The revelations are contained in leaked health data from December after health services suddenly stopped reporting how many days of cash they had in their most recent annual reports.
Corryong and West Wimmera health services each had $0 available cash in December, according to the document leaked to the opposition and provided to this masthead.
Hesse Rural Health had just $500,000 available, marginally less than the $600,000 held by Omeo District Health and $700,000 at Beechworth Health Service.
While health services had more total money available, this included infrastructure funds, for example, which could not go towards wages, invoices and bills.
Previously, health services have reported how many days of cash they had available at the end of each month and the average time it took to pay trade creditors. But these performance measures disappeared from their annual reports in 2024-25.
The change prompted criticism from the Coalition and the Greens.
Hospitals Victoria, established by the government in 2024, said it worked closely with health services to manage their budgets.
“For smaller services in particular, cash on hand can fluctuate due to the normal timing of reporting, payments and funding cycles. These short‑term movements are expected and do not indicate financial risk,” a spokesman said.
“All Victorian health services had the funding they needed at the end of 2025 to meet their financial obligations and maintain high‑quality care.”
Victoria’s public hospitals typically aim to have 14 days of available cash at the end of each calendar month for unexpected costs and to avoid the government having to top up their funding. In late 2020, the government also committed to pay supplier invoices from small businesses – such as cleaning or laundry services at smaller health services – within 10 business days for contracts below $3 million. Some of Melbourne’s largest health services were still failing this.

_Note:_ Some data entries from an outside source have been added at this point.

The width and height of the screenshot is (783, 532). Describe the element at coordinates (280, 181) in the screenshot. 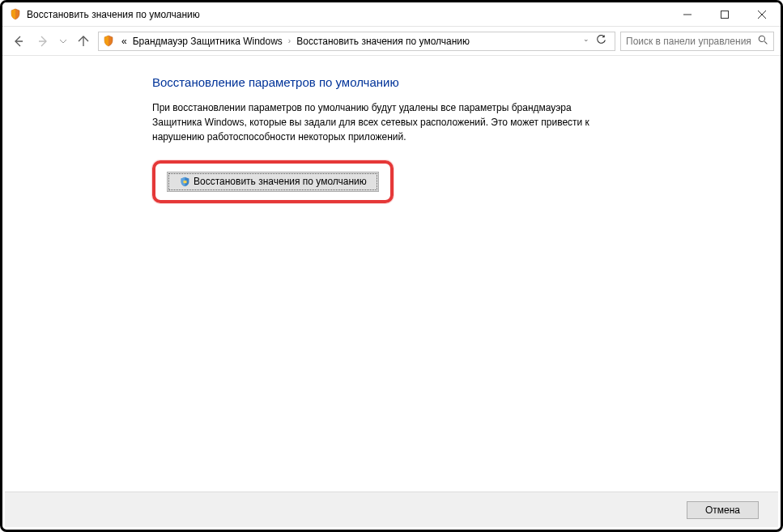

I see `restore-button-label: Восстановить значения по умолчанию` at that location.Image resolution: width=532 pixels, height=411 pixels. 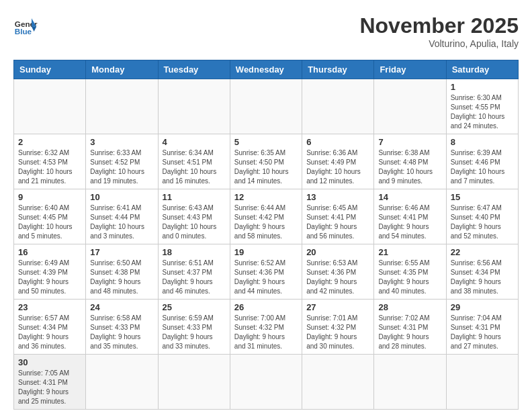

Opposition Leader Jess Wilson said Victoria’s health system “remains on financial life support” and said the estimated $15 billion lost through the Big Build, revealed in a report into CFMEU corruption by Geoffrey Watson, came at the detriment of essential services.
“Fifteen billion could fund every single Victorian hospital for the best part of a year, but instead, that money has been lost to organised criminals and bikies all whilst health services suffer,” Wilson said.
“Only a Liberal and Nationals government I lead will stop the waste, clean up the books and sustainably invest in our health system through our essential services guarantee.”
A Victorian government spokeswoman said Labor had delivered record funding for hospitals, including more than $31 billion in health funding this year.
“This massive funding boost is giving every public hospital the certainty to plan for the future and keep delivering the world-class care Victorians rely on.”
The government gave health services a $1.5 billion bailout in 2024, prompting then-treasurer Tim Pallas to insist hospitals keep to their budgets.